I want cars to become more dangerous. Well, obviously I don’t, but that’s the uncomfortable natural conclusion of the argument I’m about to make.

Modern sports cars are too fast for the road. Nothing particularly controversial there, I don’t think. “A Porsche 911 Turbo’s limits are only attainable under conditions of total brain fade on the road,” we once said.

Was that recently? About one of those big ones whose power output starts with a six? Hmm. Much as I would like to think that ‘during my lifetime’ counts as recently, it was in December 1978 – when the 911 Turbo’s engine had recently been uprated to a whopping 300bhp.

Today, a maker of hot hatchbacks will barely bother getting out of bed to produce one with 300bhp. The Hyundai i30 N has a little less than that, which in some quarters makes it deficient. Yet recently I drove one on an autobahn at an indicated 170mph.

In that same magazine in 1978, former race driver, special builder and long-time Autocar contributor John Bolster wrote that “one of the first priorities for sporting motoring was a narrow car”. And if you’ve ever threaded a modern family car that claims to be a bit sporty down a British B-road in an attempt to unlock some of that performance potential, I’d be surprised if you disagree. I would rather drive a BMW M4 than an M5. I’d rather drive an M2 than an M4. And I’d rather drive a Caterham Seven than any of them.
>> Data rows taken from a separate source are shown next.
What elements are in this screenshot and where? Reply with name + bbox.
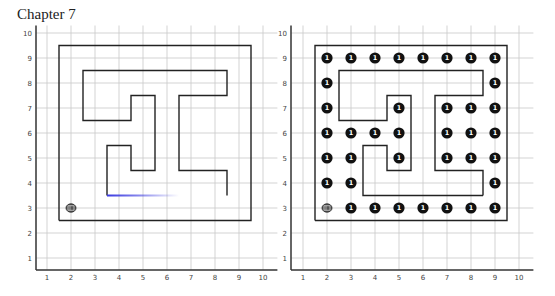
token: 1 (321, 77, 332, 88)
y-tick-label: 5 (283, 155, 287, 163)
token: 1 (465, 102, 476, 113)
x-tick-label: 3 (349, 274, 353, 282)
x-tick-label: 4 (117, 274, 122, 282)
x-tick-label: 10 (515, 274, 524, 282)
svg-text:1: 1 (325, 54, 330, 62)
svg-text:1: 1 (373, 54, 378, 62)
svg-text:1: 1 (469, 104, 474, 112)
svg-text:1: 1 (445, 129, 450, 137)
token: 1 (489, 127, 500, 138)
token: 1 (393, 52, 404, 63)
x-tick-label: 5 (397, 274, 401, 282)
y-tick-label: 1 (283, 255, 287, 263)
y-tick-label: 6 (28, 130, 33, 138)
token: 1 (489, 77, 500, 88)
svg-text:1: 1 (469, 54, 474, 62)
svg-text:1: 1 (349, 179, 354, 187)
y-tick-label: 6 (283, 130, 288, 138)
token: 1 (345, 127, 356, 138)
svg-text:1: 1 (469, 154, 474, 162)
svg-text:1: 1 (421, 204, 426, 212)
svg-text:1: 1 (421, 54, 426, 62)
y-tick-label: 7 (28, 105, 32, 113)
svg-text:1: 1 (325, 154, 330, 162)
y-tick-label: 10 (23, 30, 32, 38)
x-tick-label: 1 (45, 274, 49, 282)
svg-text:1: 1 (349, 154, 354, 162)
maze-figure: 1234567891012345678910 12345678910123456… (0, 0, 555, 296)
token: 1 (345, 177, 356, 188)
token: 1 (369, 202, 380, 213)
token: 1 (441, 52, 452, 63)
token: 1 (393, 127, 404, 138)
token: 1 (345, 202, 356, 213)
svg-text:1: 1 (493, 79, 498, 87)
token: 1 (345, 152, 356, 163)
svg-text:1: 1 (469, 129, 474, 137)
x-tick-label: 8 (213, 274, 217, 282)
y-tick-label: 2 (28, 230, 32, 238)
svg-text:1: 1 (373, 204, 378, 212)
token: 1 (465, 52, 476, 63)
token: 1 (465, 202, 476, 213)
svg-text:1: 1 (397, 54, 402, 62)
svg-text:1: 1 (349, 204, 354, 212)
token: 1 (393, 152, 404, 163)
x-tick-label: 1 (301, 274, 305, 282)
y-tick-label: 3 (28, 205, 32, 213)
x-tick-label: 5 (141, 274, 145, 282)
y-tick-label: 10 (278, 30, 287, 38)
svg-text:1: 1 (493, 129, 498, 137)
robot-trail (107, 195, 179, 197)
x-tick-label: 6 (421, 274, 426, 282)
token: 1 (321, 127, 332, 138)
token: 1 (369, 127, 380, 138)
x-tick-label: 7 (445, 274, 449, 282)
token: 1 (441, 127, 452, 138)
x-tick-label: 10 (259, 274, 268, 282)
svg-text:1: 1 (349, 54, 354, 62)
token: 1 (321, 102, 332, 113)
robot-icon (66, 204, 76, 212)
y-tick-label: 5 (28, 155, 32, 163)
svg-text:1: 1 (493, 179, 498, 187)
y-tick-label: 1 (28, 255, 32, 263)
y-tick-label: 9 (283, 55, 287, 63)
svg-text:1: 1 (325, 79, 330, 87)
x-tick-label: 9 (493, 274, 497, 282)
token: 1 (489, 102, 500, 113)
svg-text:1: 1 (325, 129, 330, 137)
svg-text:1: 1 (445, 204, 450, 212)
token: 1 (369, 52, 380, 63)
token: 1 (345, 52, 356, 63)
y-tick-label: 4 (28, 180, 33, 188)
x-tick-label: 7 (189, 274, 193, 282)
y-tick-label: 2 (283, 230, 287, 238)
token: 1 (417, 202, 428, 213)
svg-text:1: 1 (445, 54, 450, 62)
y-tick-label: 8 (28, 80, 32, 88)
token: 1 (441, 102, 452, 113)
svg-text:1: 1 (493, 54, 498, 62)
x-tick-label: 2 (325, 274, 329, 282)
y-tick-label: 7 (283, 105, 287, 113)
token: 1 (489, 52, 500, 63)
svg-text:1: 1 (397, 204, 402, 212)
token: 1 (441, 202, 452, 213)
svg-text:1: 1 (325, 104, 330, 112)
svg-text:1: 1 (493, 204, 498, 212)
svg-text:1: 1 (469, 204, 474, 212)
maze-grid-right: 1234567891012345678910111111111111111111… (278, 26, 533, 283)
x-tick-label: 9 (237, 274, 241, 282)
x-tick-label: 6 (165, 274, 170, 282)
y-tick-label: 9 (28, 55, 32, 63)
token: 1 (321, 177, 332, 188)
svg-text:1: 1 (373, 129, 378, 137)
svg-text:1: 1 (493, 104, 498, 112)
y-tick-label: 4 (283, 180, 288, 188)
svg-text:1: 1 (445, 154, 450, 162)
y-tick-label: 8 (283, 80, 287, 88)
y-tick-label: 3 (283, 205, 287, 213)
svg-text:1: 1 (397, 129, 402, 137)
svg-text:1: 1 (445, 104, 450, 112)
The tremendous thing about little, light cars like Caterhams is that they feel good at any speed. But even so, it would be nice to be able to drive them closer to their immense limits, to feel like you’re getting more out of them: challenging them as well as yourself.

You can try it if you like. Take a modern car, even a family saloon, and push on a bit to reach its performance limits. But if you do, you will be going faster than other traffic on the road typically by a factor, I reckon, of two. I can barely think of a car today whose performance isn’t limited by power, grip or brakes; it’s by visibility. They can go faster than you can safely see.

This, in the greater scheme of things, is probably a good thing. New cars are safer than ever. I’m still astonished by how four tiny tyre contact patches can let a car go, grip and stop. Tyre technology brings Le Mans rubber compounds to road cars within a couple of years to allow this. It shortens stopping distances and makes them better at avoiding crashes. And if you do crash, new cars look after you better than ever, too.

But in getting more capable all the time, cars’ limits push ever further away. And wouldn’t it be nice, from time to time, to experience them? To have something tiny and light, with really skinny tyres and dynamics you can feel and appreciate at a sensible speed? Put a Lamborghini Aventador SVJ and an Austin Seven special next to any road bar an autobahn and I’d choose the keys to the Seven.

Which uncomfortably means that, yes, ultimately, I’d like cars to get a bit worse. To get a bit lighter, narrower and therefore worse to crash in, and also to become less grippy, so brake less well and therefore probably be more likely to crash. I inadvertently want, although I don’t actually want, a car that’s more dangerous. They’re not going to give us one, are they?